Lucien Wolf and the Making of Poland: Paris 1919

from SYMPOSIUM: JEWS AND THE EMERGENCE OF AN INDEPENDENT POLISH STATE

Eugene C. Black
Affiliation:
Ottilie Springer Professor of History at Brandeis University.
Antony Polonsky
Affiliation:
Brandeis University, Massachusetts
Get access

Summary

Organized Jewry brought competing formulations to the Paris Peace Conference of 1919. The Balfour Declaration of November 1917, the disintegration of the old multi-national empires, and the emergence of competing East European and Middle Eastern ethnic nationalism inspired Zionists to make particularly extensive claims. Confident of their friends in high places, especially in the American and British delegations, they pressed their cases with enthusiasm, vigour, and tactlessness. Western Jewish assimilationists, particularly British and French, worked tirelessly and patiently to defuse the Jewish Nationalism, to contain it, and, insofar as possible, to substitute the assumptions upon which Franco-and Anglo Jewish elites had framed their diplomatic programs for almost half a century as the ‘Jewish desiderata’ for the Peace Conference. For Zionists and Jewish Nationalists such an agenda was worthless; anti-Semitism was ingrained in Western culture and Christian habit, and inescapable in European politics. Jews could never assimilate and remain Jews.
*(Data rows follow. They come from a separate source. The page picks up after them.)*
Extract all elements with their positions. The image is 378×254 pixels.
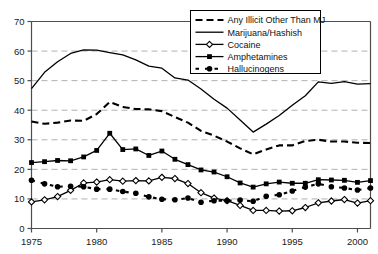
marker-circle [316,181,322,187]
x-tick-label: 1980 [86,236,107,247]
marker-square [277,180,282,185]
marker-square [225,174,230,179]
marker-diamond [159,174,165,180]
legend-label: Amphetamines [228,52,289,62]
y-tick-label: 0 [19,223,24,234]
y-tick-label: 40 [14,105,25,116]
marker-square [55,158,60,163]
marker-square [173,157,178,162]
marker-circle [329,184,335,190]
legend-label: Marijuana/Hashish [228,28,303,38]
marker-circle [263,193,269,199]
marker-circle [355,187,361,193]
marker-square [94,148,99,153]
marker-circle [303,184,309,190]
marker-circle [250,198,256,204]
marker-square [355,180,360,185]
marker-square [29,160,34,165]
marker-square [133,147,138,152]
marker-diamond [237,202,243,208]
x-tick-label: 1990 [217,236,238,247]
marker-circle [237,197,243,203]
marker-diamond [107,177,113,183]
marker-circle [55,184,61,190]
marker-circle [133,191,139,197]
marker-square [186,162,191,167]
marker-circle [207,66,213,72]
marker-circle [120,189,126,195]
x-tick-label: 1985 [151,236,172,247]
series-group [28,50,373,214]
y-tick-label: 50 [14,75,25,86]
marker-diamond [302,204,308,210]
legend-label: Hallucinogens [228,64,285,74]
marker-square [290,181,295,186]
marker-circle [68,183,74,189]
marker-circle [107,186,113,192]
marker-circle [185,195,191,201]
marker-diamond [28,199,34,205]
marker-square [264,181,269,186]
marker-diamond [133,177,139,183]
marker-diamond [289,208,295,214]
marker-diamond [263,207,269,213]
marker-circle [159,196,165,202]
marker-square [120,147,125,152]
marker-circle [368,185,374,191]
marker-diamond [94,179,100,185]
marker-circle [198,199,204,205]
line-chart: 010203040506070197519801985199019952000A… [0,0,378,254]
legend-label: Any Illicit Other Than MJ [228,15,326,25]
y-tick-label: 10 [14,193,25,204]
marker-square [199,168,204,173]
y-tick-label: 60 [14,46,25,57]
marker-circle [342,185,348,191]
marker-square [81,155,86,160]
marker-circle [289,188,295,194]
marker-square [368,178,373,183]
marker-circle [94,186,100,192]
marker-square [68,158,73,163]
chart-container: 010203040506070197519801985199019952000A… [0,0,378,254]
marker-diamond [341,196,347,202]
marker-diamond [315,200,321,206]
marker-square [212,170,217,175]
marker-circle [224,198,230,204]
y-tick-label: 20 [14,164,25,175]
marker-square [329,178,334,183]
marker-circle [276,192,282,198]
marker-circle [172,197,178,203]
y-tick-label: 70 [14,16,25,27]
y-tick-label: 30 [14,134,25,145]
marker-circle [42,181,48,187]
marker-square [207,54,212,59]
legend-label: Cocaine [228,40,261,50]
legend: Any Illicit Other Than MJMarijuana/Hashi… [191,11,326,75]
marker-diamond [276,208,282,214]
marker-square [42,159,47,164]
marker-circle [81,184,87,190]
marker-square [146,153,151,158]
x-tick-label: 2000 [347,236,368,247]
marker-diamond [120,178,126,184]
marker-diamond [41,197,47,203]
marker-diamond [367,198,373,204]
marker-square [107,131,112,136]
x-axis-ticks: 197519801985199019952000 [21,229,368,247]
marker-circle [29,177,35,183]
x-tick-label: 1975 [21,236,42,247]
x-tick-label: 1995 [282,236,303,247]
marker-circle [211,198,217,204]
marker-diamond [172,175,178,181]
marker-diamond [146,178,152,184]
marker-square [238,181,243,186]
marker-square [251,185,256,190]
marker-square [342,178,347,183]
marker-diamond [250,207,256,213]
marker-circle [146,194,152,200]
marker-square [159,149,164,154]
marker-diamond [354,200,360,206]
Western acculturated Jews - the self-styled ‘moderates’ -accepted the assumptions of liberal civilization. While the process might be uneven, moving in fits and starts with occasional regressions, Jews were part of Western culture. The diaspora was a fact of life. ‘Next year in Jerusalem’ was a spiritual aspiration, not a social reality. Education and economic progress would ultimately produce harmonious societies in which Jews could realize themselves within enlightened national cultures while preserving their Jewish identity and religion. Harmonious, well-defined Jewish subcultures had evolved and could thrive in the liberal west. Since all mankind would ultimately see that its best interests lay in the creation of socially harmonious and peaceful national cultures modelled upon that of Western Europe, history was on the side of assimilation and acculturation.
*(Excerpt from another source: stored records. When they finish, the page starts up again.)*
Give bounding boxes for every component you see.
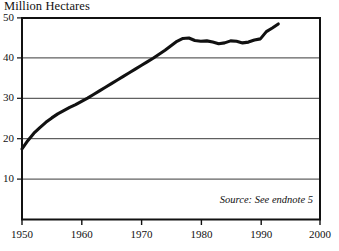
x-axis-label-1970: 1970 <box>125 228 159 240</box>
y-axis-label-30: 30 <box>0 91 14 103</box>
x-axis-label-1990: 1990 <box>244 228 278 240</box>
y-axis-label-50: 50 <box>0 11 14 23</box>
plot-area <box>0 0 339 251</box>
y-axis-label-10: 10 <box>0 172 14 184</box>
y-axis-label-40: 40 <box>0 51 14 63</box>
chart-figure: Million Hectares <box>0 0 339 251</box>
source-note: Source: See endnote 5 <box>220 194 313 205</box>
x-axis-label-1960: 1960 <box>65 228 99 240</box>
x-axis-label-1980: 1980 <box>184 228 218 240</box>
x-axis-label-1950: 1950 <box>5 228 39 240</box>
x-axis-label-2000: 2000 <box>303 228 337 240</box>
y-axis-label-20: 20 <box>0 132 14 144</box>
plot-background <box>22 18 321 220</box>
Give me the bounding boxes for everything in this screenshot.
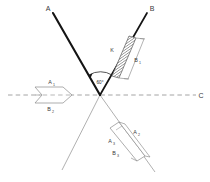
ray-axis-a xyxy=(53,13,100,95)
label-plane-a3: A xyxy=(108,138,112,144)
label-plane-a2-index: 2 xyxy=(138,133,140,137)
label-plane-b1-group: B 1 xyxy=(134,57,141,65)
label-plane-b3-index: 3 xyxy=(117,154,119,158)
label-plane-a1-index: 1 xyxy=(53,83,55,87)
label-plane-b1: B xyxy=(134,57,138,63)
label-plane-b1-index: 1 xyxy=(139,61,141,65)
label-plane-a2: A xyxy=(133,129,137,135)
label-plane-a1: A xyxy=(48,79,52,85)
label-plane-k: K xyxy=(110,47,114,53)
label-axis-a: A xyxy=(46,5,51,12)
hatched-plane-group xyxy=(108,32,145,84)
label-axis-c: C xyxy=(198,92,203,99)
ray-down-left xyxy=(62,95,100,170)
label-plane-b3-group: B 3 xyxy=(112,150,119,158)
label-plane-b2: B xyxy=(47,106,51,112)
label-plane-a1-group: A 1 xyxy=(48,79,55,87)
label-axis-b: B xyxy=(150,5,155,12)
label-plane-b2-index: 2 xyxy=(52,110,54,114)
label-plane-b3: B xyxy=(112,150,116,156)
label-plane-b2-group: B 2 xyxy=(47,106,54,114)
label-angle: 60° xyxy=(97,80,104,85)
diagram-canvas: A B C 60° K B 1 A 1 B 2 A 2 A xyxy=(0,0,210,182)
label-plane-a3-group: A 3 xyxy=(108,138,115,146)
geometry-diagram: A B C 60° K B 1 A 1 B 2 A 2 A xyxy=(0,0,210,182)
lower-plane-group xyxy=(110,122,150,161)
label-plane-a3-index: 3 xyxy=(113,142,115,146)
Enlightenment, liberalism, economic development, and social opportunity had not yet, ‘moderates’ conceded, come to all of the European world. But come they would, and once Eastern Europe provided the same economic, social, and political scope that the West already did, Jews would be contented, effective participants in their various national states. Western Jews even sought to expedite the process. Baron de Hirsch spent millions and offered more in an attempt to create opportunities, not merely for Jewish immigrants in new worlds, but for Jews remaining in Russia.

Type
Chapter
Information
Publisher: Liverpool University Press
Print publication year: 2008

Access options

Get access to the full version of this content by using one of the access options below. (Log in options will check for institutional or personal access. Content may require purchase if you do not have access.)

Save book to Kindle

To save this book to your Kindle, first ensure coreplatform@cambridge.org is added to your Approved Personal Document E-mail List under your Personal Document Settings on the Manage Your Content and Devices page of your Amazon account. Then enter the ‘name’ part of your Kindle email address below. Find out more about saving to your Kindle.

Note you can select to save to either the @free.kindle.com or @kindle.com variations. ‘@free.kindle.com’ emails are free but can only be saved to your device when it is connected to wi-fi. ‘@kindle.com’ emails can be delivered even when you are not connected to wi-fi, but note that service fees apply.

Find out more about the Kindle Personal Document Service.

Available formats
×

Save book to Dropbox

To save content items to your account, please confirm that you agree to abide by our usage policies. If this is the first time you use this feature, you will be asked to authorise Cambridge Core to connect with your account. Find out more about saving content to Dropbox.

Available formats
×

Save book to Google Drive

To save content items to your account, please confirm that you agree to abide by our usage policies. If this is the first time you use this feature, you will be asked to authorise Cambridge Core to connect with your account. Find out more about saving content to Google Drive.